Click here to learn more about Clemson's new CU-ICAR facility where students will begin classes in November.

Messman says those squeaks and rattles are tell-tale signs that mean the structure of the vehicle isn't sound. But keeping the car structurally sound isn't easy, especially if you're watching out to make sure the car isn't to heavy, making it less fuel-efficient.
"As we engineer lighter and lighter vehicles, we have to take structure out, but we still have to preserve the strength," Messman said.
Down the hall at CU-ICAR, Dr. Todd Hubing and his students test the efficiency of all the intricate electronic systems--the myriad of computers--inside today's cars and trucks.
The students are huddled around equipment inside a giant chamber that resembles a large, padded cell.
Hubing says the room, in essence, re-creates a perfect open field to test the signals that the computers put out, to help ward off any interference from outside signals, such as added accessories consumers put into their cars, like ham radios.
"There's a lot going on (inside the car)," said Hubing. "You really couldn't build a car now that gets 50 miles per gallon and it not have a lot of electronics and communicating."
Back on campus in Clemson, students and professors are working on ways cars and trucks can perform better with alternative sources of fuel, like bio-diesel.
According to Dr. David Bruce, a professor at Clemson, Europeans currently manufacture 10 times the amount of bio-diesel that the U.S. does every year--up to 800 million gallons.
Bruce and his students are working on new ways to produce bio-diesel, and he thinks the U.S. is still years away from a reliable, sustainable system of producing the alternative to regular gasoline and regular diesel.

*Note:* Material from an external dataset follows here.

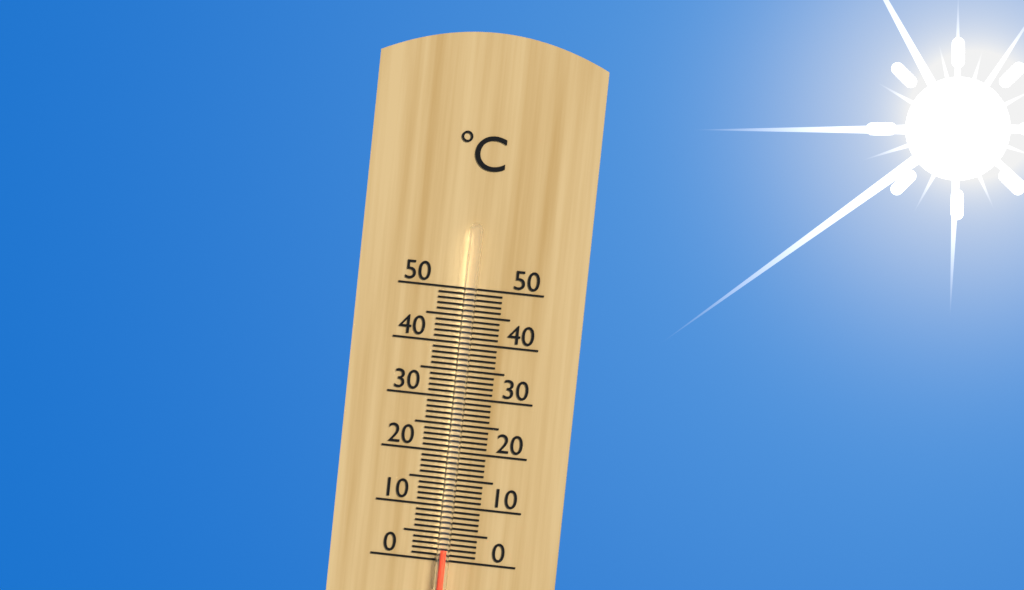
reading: 2 °C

"In certain diesel engines, you can take straight vegetable oil," Bruce said. "It just burns less efficiently and the pollution from it is much worse than if you convert it to bio-diesel."

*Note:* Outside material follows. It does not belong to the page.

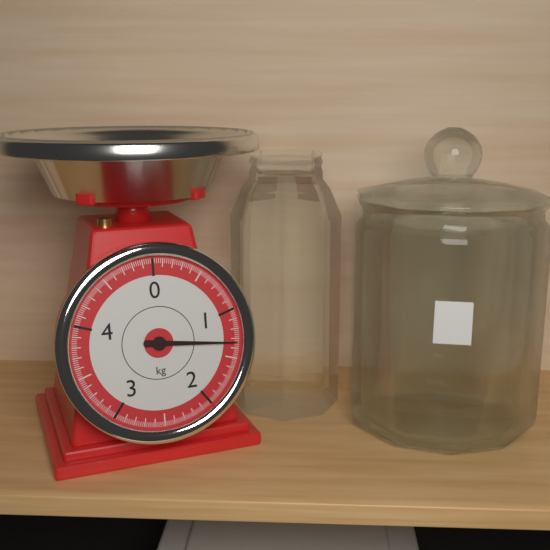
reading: 1.34 kg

So Bruce thinks if the U.S. can figure out how to produce enough of the main ingredient--a vegetable oil or by-product from a vegetable source, like soybean oil--than Americans could, conceivably, start to power their cars with it.

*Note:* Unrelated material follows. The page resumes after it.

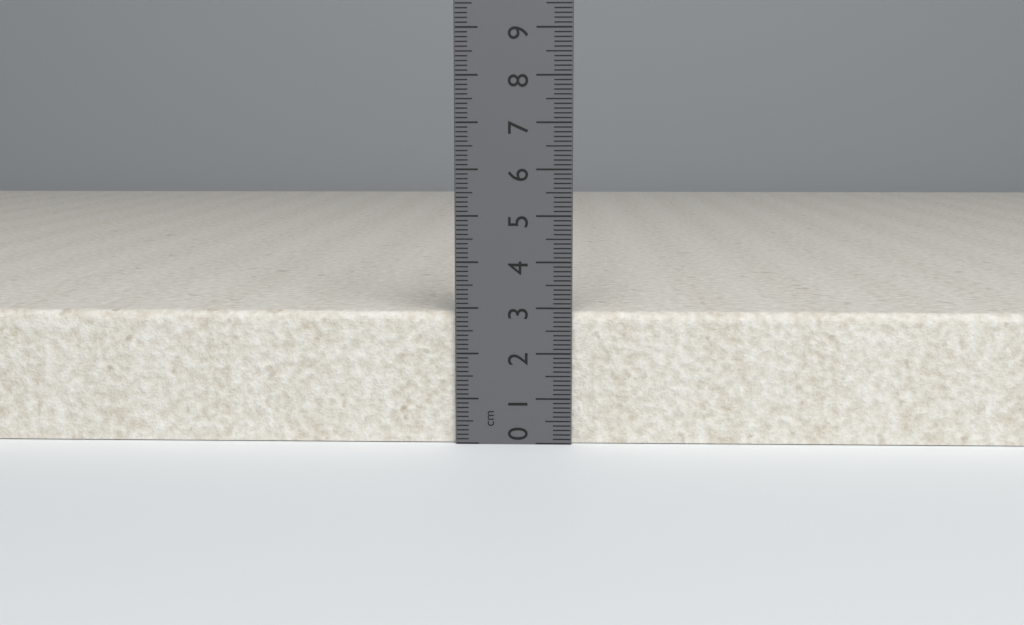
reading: 2.9 cm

"(Bio-diesel) cleans the engine much better than (regular) diesel, so it's much better for the engine and it's a much cleaner fuel to burn."
(To see just how bio-diesel is produced, click on the video on this webpage. There, Bruce explains the process.)
Also on campus, mechanical engineering students say they have advanced the concept of a gas-electric hybrid engine.
Carl Eichel, a recent graduate, demonstrated how an electric bike, powered by a battery, but with the aid of an ultra-capacitor, can use more power, more quickly.
"The drawbacks to batteries is that they can be pretty heavy, and they're good at storing enough energy. They're not very good at supplying power," said Eichel. "So this is looking at making a regular electric bicycle more efficient."
By switching on the capacitor, the bicycle accelerated for up to 30 seconds on a flat, paved surface, without Eichel having to pedal.
The application to a hybrid car is this: if an ultra-capacitor could be fitted to a hybrid gas-electric motor, then the driver would use less gasoline when pulling away from a stoplight, or accelerating up a hill, thereby increasing the already superior gas mileage that makes the hybrid models so attractive to consumers lately.
"You could use less gas, or you could use the same gas and use a smaller battery, and hopefully gain some weight savings," said Eichel. "And that makes everything more efficient."
Students can begin classwork at the new CU-ICAR facility coming up in November.
Researchers like Messman, whose worked in automotive research for 15 years, say the combination of top-notch facilities and expertise from the industry mean Clemson students have a great advantage.
"I have to say all this equipment exists for engineers in industry," he said. "It's a great facility for research and training."